Tag: poetry

A review of Dear Letters in the Red Box by Sarah Stern

Sarah Stern’s book Dear Letters in the Red Box is an invitation into her family. We grieve with her over the loss of her elderly and ponder the insights she gleans from the past. This is a book of memories. Themes of light, alienation, surrender, knowing and not knowing, are explored in love-filled snapshots of family members, primarily her mother, also a poet.

A review of The Distance of a Shout by Michael Ondaatje

What this collection confirms is that Ondaatje is, beyond all, a master storyteller, largely through his ability to capture character with the same precision he chooses words. Each personality presented here, be it a blurred face in a photo or a close friend or lover, draws us in.

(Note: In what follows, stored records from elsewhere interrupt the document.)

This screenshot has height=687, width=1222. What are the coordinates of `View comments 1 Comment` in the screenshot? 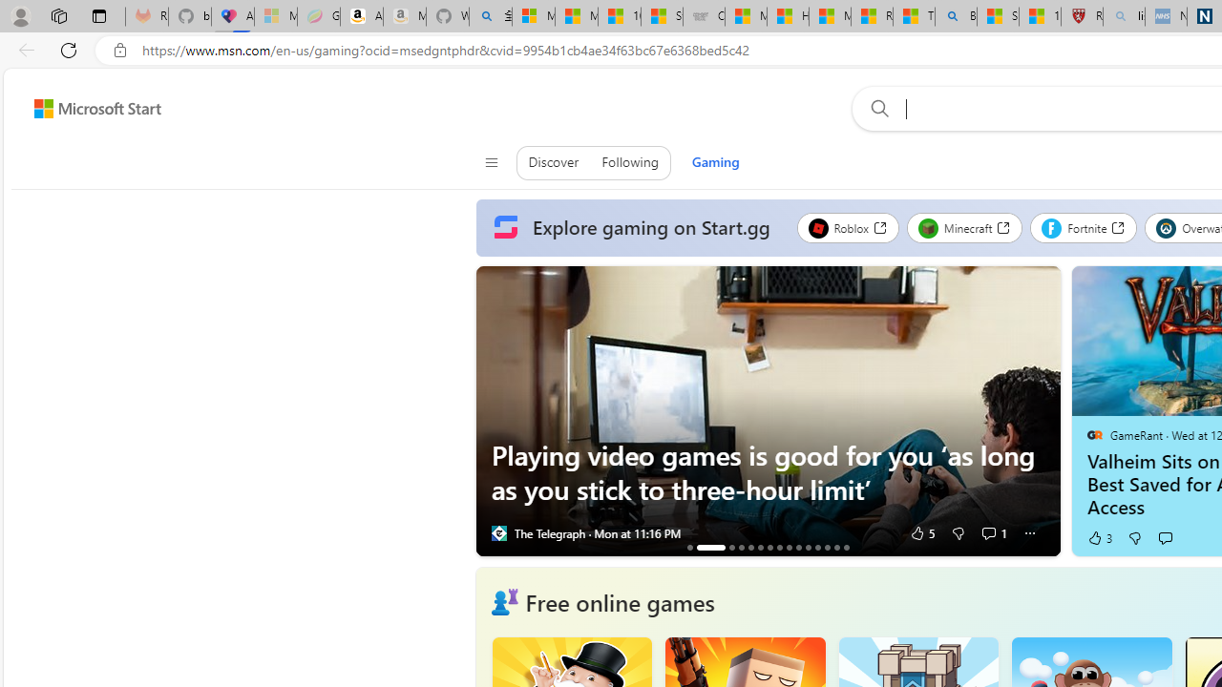 It's located at (993, 533).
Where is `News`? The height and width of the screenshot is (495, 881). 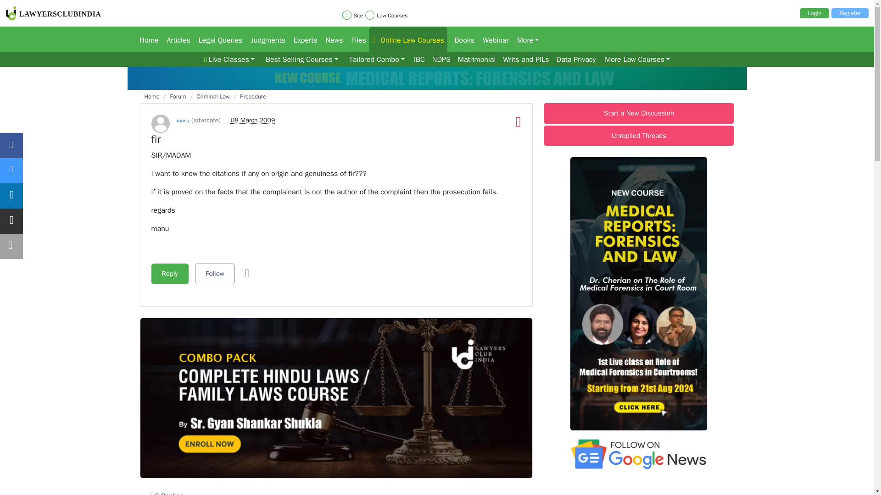 News is located at coordinates (331, 39).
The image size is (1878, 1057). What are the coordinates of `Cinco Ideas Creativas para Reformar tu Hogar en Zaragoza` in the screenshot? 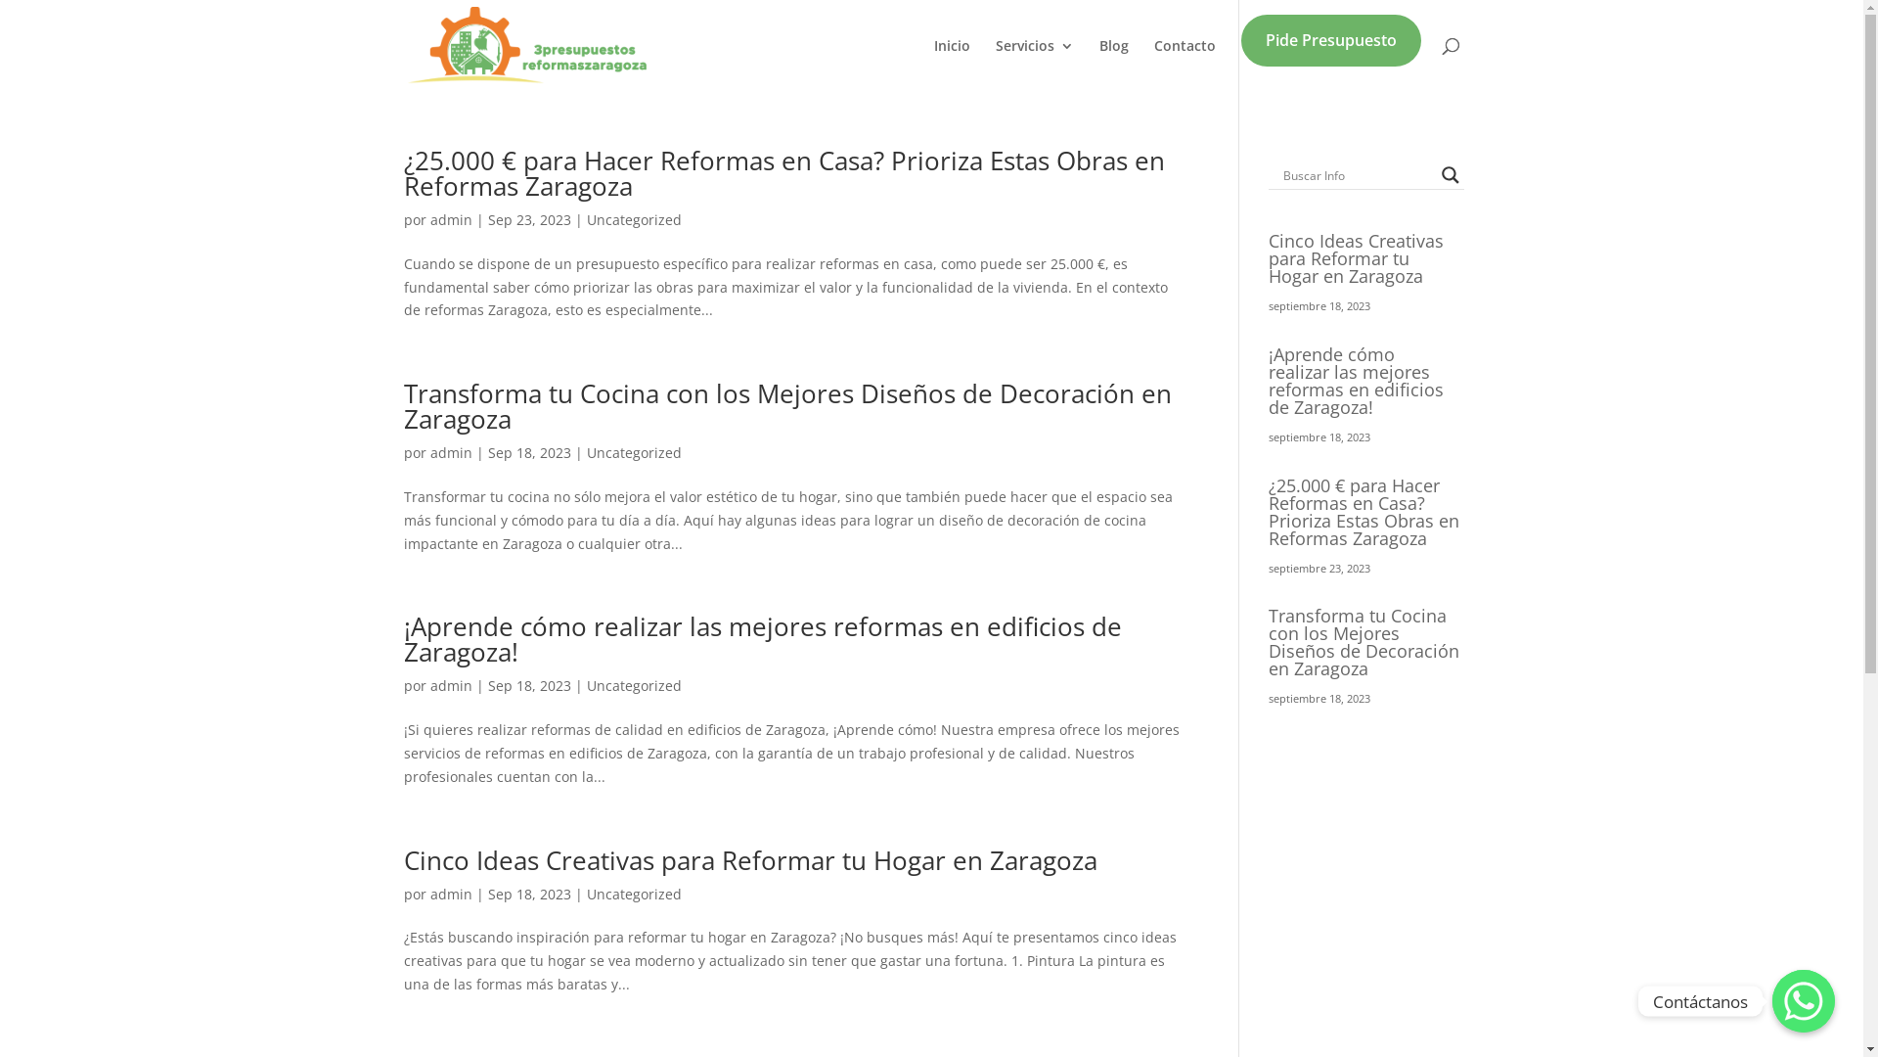 It's located at (1356, 258).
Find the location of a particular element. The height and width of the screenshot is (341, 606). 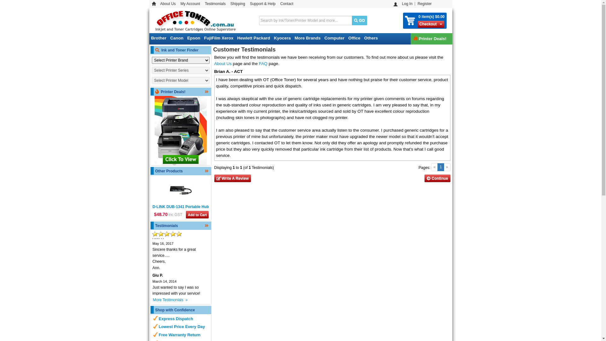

A review of Identifying the Pathogen: An Inquiry by Jennifer Militello

Militello weaves different perspectives into the collection, sometimes stepping away from the point-of-view of the main persona and drawing parallels with her own life and of women today.  She looks at the persona from the angle of both subject and object, introducing what it feels like to undergo surgery and calling it an autopsy report. 

A review of No One Knows Us There by Jessica Bebenek

Brilliantly and realistically, Bebenek narrates no turning point, reaches no culminating moment, offers no conclusions. The final poem sends the reader back to the beginning and the inescapability of death. Rooted in concrete images, the poems resist both pious moralizing and maudlin regret by honestly depicting an embodied self, enmeshed in the empirical world. With economy and specificity, Bebenek’s lines embrace the totality of experience.

A review of Seang (Hungering) by Anne Casey

Casey explicitly frames the calculated brutality of British rule during the Great Irish Famine not as a natural disaster but as a colonial crime. Like a visit to the “Scarcity Commission” (p30), the mechanisms of tyranny return like blight to the nation’s rotting potato crops. This is a poetry which witnesses starvation; it witnesses religious and cultural bans, and ultimately, it is witness to the systematic removal of children.

A review of Smart Fish Don’t Bite by W. D. Ehrhart

It is not uncommon for writers who write about a war they served in to be typecast, much like an actor relegated to one role.  Smart Fish Don’t Bite, Ehrhart’s new book, challenges the assumption that he just a “Vietnam writer.”  By any measure, the poems in Smart Fish … bridge the intimate and the global, they are thoughtful, honest (a precious commodity in our time), and consistently memorable.  They will reward every reader’ attentions.

A review of Beast: The Lost Chronicles by Paul Stubbs

If it seems that the 19th century never ended it’s because the deepest questions it raised either haven’t been answered, or have been answered in a way that makes us uncomfortable. In Beast—The Lost Chronicles Stubbs shows that he understands this, and doesn’t shy away from allowing his sequence to provoke the metaphysical discomfort it reflects and challenges.

A review of Even Time Bleeds by Jeannette L. Clariond

Spiraling, as metaphor and embodiment, the isolation of the spiral, is the collection’s center. On the invented face of “The Other” who lived and died and is resurrected, as Paz wrote,  are “the wrinkles of that face./His wrinkles have no face”; for Clariond’s invented face, with the same fervor of a body negating its own being, “the river in which we see ourselves tells a lie: the light/of the word will forever remain a force of absence:/a radiance flowing past the edge of sight.” The book, full of edgeless radiance, more a body than the body.

A review of New Cemetery By Simon Armitage

These lines progress like steps, gently but persistently moving forward at a walking pace, keeping, as Armitage says in “Moths”, with his “frame of mind” and “length of stride” at this time of life. The overall effect is soothing and reverent, taking on the quiet progression of his subject matter, a new cemetery built near Armitage’s home in West Yorkshire. He also invites us to see each tercet as a winged moth: “two wings and a body part” or at least moth-like in the poem’s fragile diminutive nature.